Founding Rationale and Mission

We live in an age in which grand narratives are unraveling and shared intellectual consensus is increasingly scarce. The excessive specialization of knowledge and the fragmentation of the spiritual world confront us with unprecedented intellectual challenges while engendering a profound anxiety of meaning. Beneath the clamor of competing gods and the conflicts of values lies a hidden longing for a universal order and an ultimate truth. It is within this context that Logos and the Worlds comes into being.

What “Logos” signifies is not only the great classical tradition concerning speech, reason, and cosmic order, but also the central inquiry that runs through theology and philosophy, faith and reason alike: in a world that appears contingent and chaotic, do there exist intelligible laws and truths that can be articulated? The primary impetus behind the founding of this journal is a return to this fundamental question. We seek to pierce disciplinary boundaries and to call forth a classical, holistic scholarly vision—one capable of reexamining the enduring questions that have shaped the foundations of human civilization.

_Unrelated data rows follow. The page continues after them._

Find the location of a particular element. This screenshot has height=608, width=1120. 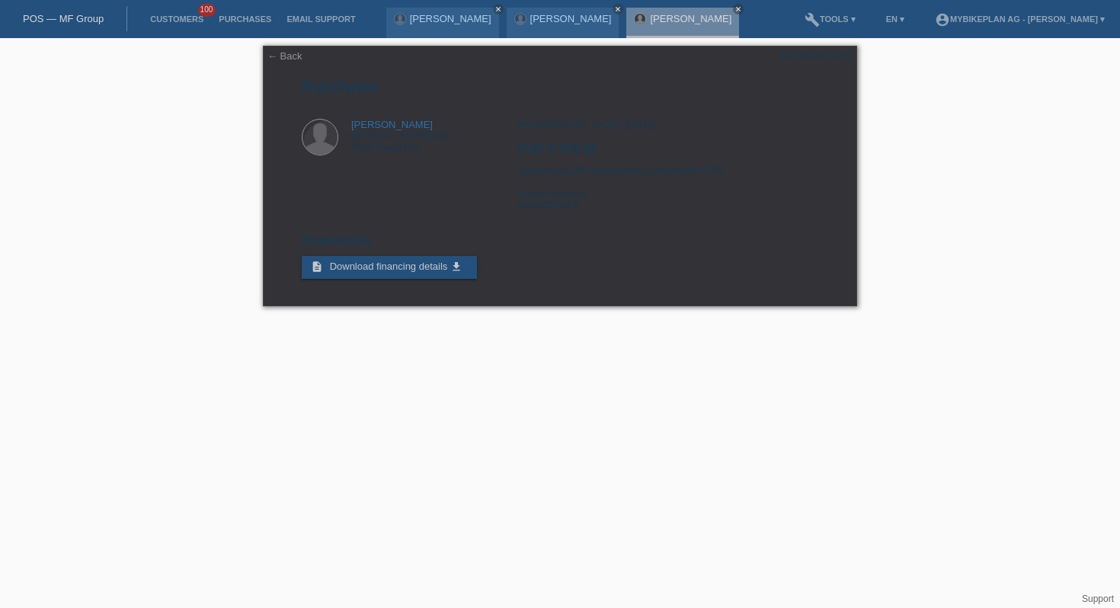

span: Download financing details is located at coordinates (388, 266).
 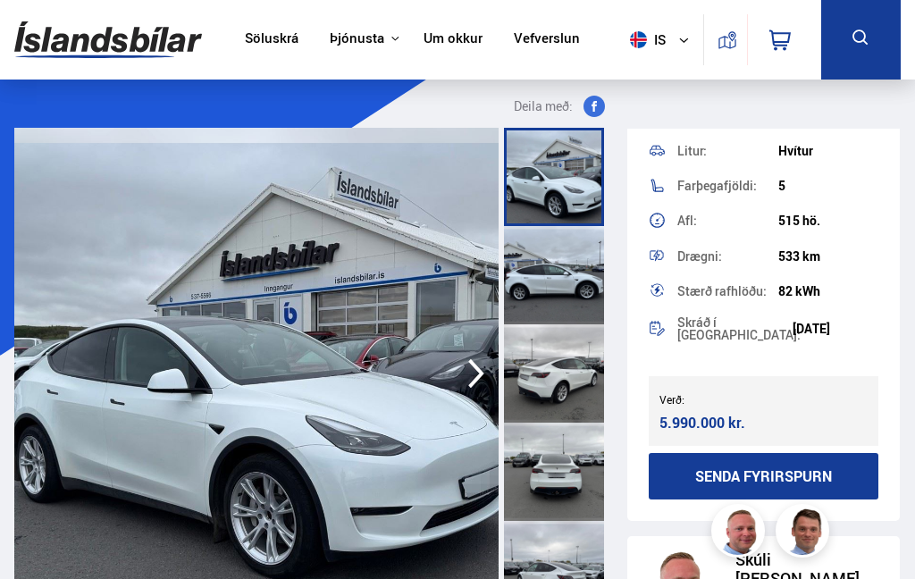 What do you see at coordinates (356, 38) in the screenshot?
I see `button: Þjónusta` at bounding box center [356, 38].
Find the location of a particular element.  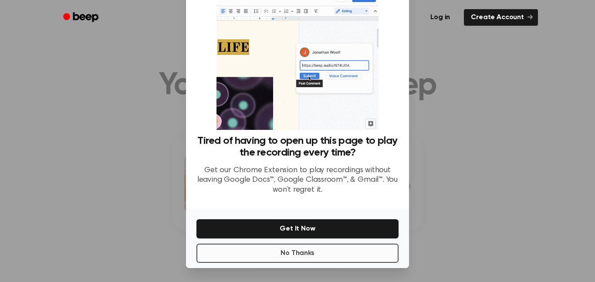

button: No Thanks is located at coordinates (297, 253).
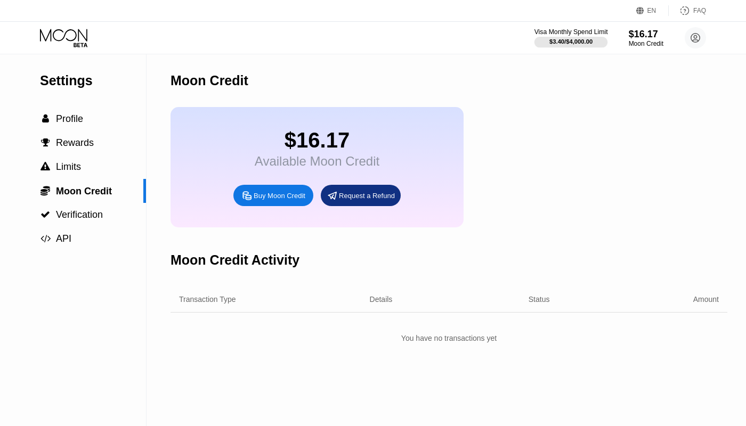 The image size is (746, 426). What do you see at coordinates (63, 239) in the screenshot?
I see `span: API` at bounding box center [63, 239].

The pursuit of Logos cannot be separated from the concrete context of the “plural worlds” (universi mundi) in which it is embedded. Globalization has brought civilizational encounters as well as intensified cultural conflicts; processes of secularization have profoundly reshaped social structures while simultaneously provoking diverse religious revivals. How is the Christian intellectual tradition to engage the complex legacies of modernity and postmodernity? How can it, in dialogue and confrontation with systems such as Marxism and liberalism, disclose its distinctive insights? A further founding aim of this journal is to face these tensions directly—to provide a serious forum for dialogue between theology and the humanities, and to encourage scholars to undertake careful yet courageous intellectual engagement within specific historical and cultural contexts.

Within this broader horizon, we direct particular attention to Eastern Christianity, especially the rich treasury of Russian religious philosophy. Long marginalized within Western-centered academic perspectives, this tradition nonetheless contains distinctive responses to the problems of modernity and a profound spiritual wisdom. From Solovyov’s vision of “all-unity,” to Berdyaev’s “philosophy of freedom,” and to Florovsky’s “neo-patristic synthesis,” Russian thinkers, working in the interstices between Eastern and Western civilizations, forged a theological path that both preserves the spirit of the classical Greek Fathers and is deeply responsive to modern conditions. To uncover and interpret this precious intellectual legacy, and to bring it into creative relation with the Chinese-language intellectual world, is a core and unwavering mission of this journal.

Accordingly, Logos and the Worlds is not merely an academic journal; it is also a sincere invitation to young scholars. We firmly believe that the transmission of intellectual life depends upon the inheritance and renewal carried forward by each generation. We aspire to build a genuine scholarly home for emerging talents from China and abroad. Doctoral candidates, master’s students, and even undergraduates with outstanding research capacity are all warmly welcomed, provided that their submissions meet the journal’s academic standards. What we seek are not only papers that conform to scholarly norms, but minds animated by the courage to question fundamentals and the resolve not to shrink from the risks of thought. This is our founding conviction: in a fractured age, to reaffirm the dignity of Logos; in a clamorous world, to listen for the sacred voice.

Logos and the Worlds is a youth-scholar-friendly academic publication, publicly published in Hong Kong and freely accessible.